LeAmon invited 35 designers aged under 35 working across Australia to submit existing or new work for the 10th edition of the prize. Spoiler: almost all the designers submitted new work despite the cost and time commitment this required, resulting in the exhibition Next in Design. While designers can, and do, enter the industry later than 35, what is exciting about this focus is that it gives us a glimpse into the future of design through the people who will shape it for decades to come. Viewing the diverse works – spanning ceramics, glass, furniture, woodwork, metalwork, textiles, lighting and contemporary jewellery – side by side reveals some overarching interests, concerns and motivations of this new generation.

A significant number, for example, explore how to ethically produce goods in a time of climate crisis. Designers are increasingly turning away from using virgin materials, making salvage key to their practice.

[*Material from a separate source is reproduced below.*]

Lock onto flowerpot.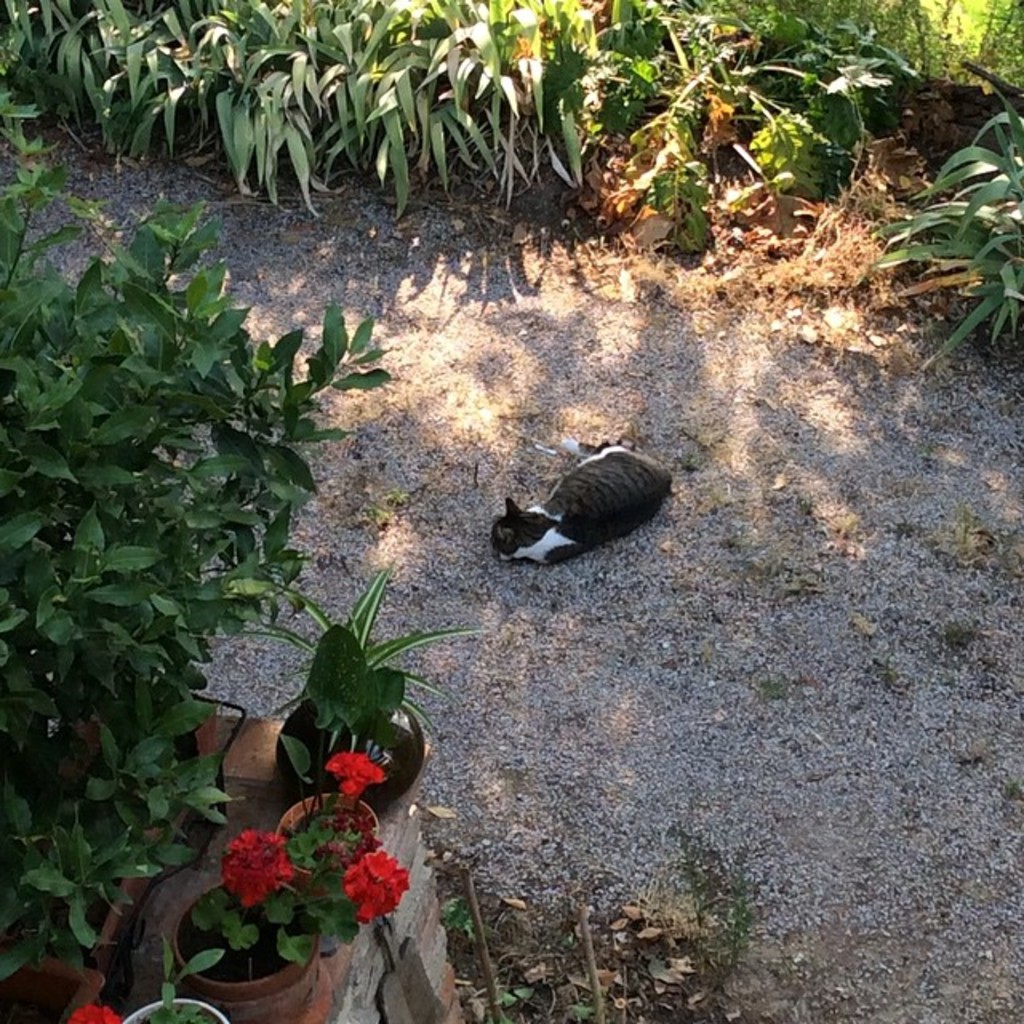
Locked: <bbox>266, 789, 384, 906</bbox>.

Olive Gill-Hille’s shelving unit Memento, for instance, is constructed from what she calls “road-kill timber” or wood that is “FOG” (found on ground), rather than felled trees. Its uniquely gnarly yet smooth sculptural form is the direct result of her material-first approach, which looks to what’s at hand to inform what will be made, rather than the traditional design process that begins with a sketch and then sources the material to realise it.

Other notable projects that show deep, tacit understanding of materials and supply chains include Claire Markwick-Smith’s seven-part table series, which cleverly puzzles together variously shaped waste from Adelaide’s automotive production industry; Second Edition’s bathroom prototype and business model, which rescues materials from demolished buildings, reusing them in architectural projects; and Isaac Williams’s Rebirthed furniture series, in which he takes found objects such as discarded chairs and single-use pine pallets and transforms them into practical and beautiful pieces of furniture.

These objects don’t show off their material reuse or treat it as a compromise – there’s none of the kitschy “upcycling” visual language that was popular in the early 2000s. Instead, they demonstrate that more interesting and often better outcomes can be achieved through ethical, deliberate sourcing.

Another common thread throughout the show involves practices that conserve, build upon or pay homage to existing knowledge and craft traditions – another kind of resourcefulness executed in a different way.

Dallissa Brown, the youngest potter among the renowned Hermannsburg Potters, learnt ceramics from her relatives, including artists Dawn Wheeler and Kumantjai R. Ungwanaka. Her work, This is real life, a collection of eleven pots, honours her community’s craft and storytelling traditions while adding her own perspectives. Marlo Lyda similarly has taken craft techniques from her matriarchal line to create three standing lamps that are patchworked together from inherited fabrics. They are sweetly titled Pat, Fi and Dala after her grandmother and mother who taught her textile crafts.

Each object on display is deeply researched and contains more stories, techniques and rigorous thinking than is possible to capture in a single statement. Fortunately, these young designers are experts in documenting and sharing their practices online. After the exhibition I spent many enjoyable hours on their Instagram pages and websites, learning not only how they make things but also what drives them, who they collaborated with and how their research into topics ranging from endangered moths to modern Australian barbecues informed their entries.

Exploring their online presence, I also began to understand why LeAmon said it is not easy to be a designer today. These practitioners juggle many commitments – teaching, curating, consulting, running community-building events and founding and renting workshop spaces – to support their work.

Being a designer in 2025 means designing your own practice as well as the things you make. It’s not an easy or mapped road, but as these 35 designers show us, when you find a way to work that suits you, a career that centres on making objects can be beautiful, joyful and incredibly powerful. 

Lara Chapman travelled to Melbourne with the assistance of the National Gallery of Victoria. Rigg Design Prize 2025: Next in Design is showing at the NGV until February 1.